- [What is being asked]: All of the data below should be written out exactly.
Listed entries: Begin
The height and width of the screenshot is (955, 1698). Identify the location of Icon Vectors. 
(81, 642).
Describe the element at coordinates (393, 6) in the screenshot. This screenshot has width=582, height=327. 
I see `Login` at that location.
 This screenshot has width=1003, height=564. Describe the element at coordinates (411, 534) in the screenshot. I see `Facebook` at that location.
Listed entries: End
- [Output for this task]:
The height and width of the screenshot is (955, 1698). Identify the location of Icon Vectors. 
(81, 642).
Describe the element at coordinates (393, 6) in the screenshot. This screenshot has width=582, height=327. 
I see `Login` at that location.
 This screenshot has width=1003, height=564. Describe the element at coordinates (411, 534) in the screenshot. I see `Facebook` at that location.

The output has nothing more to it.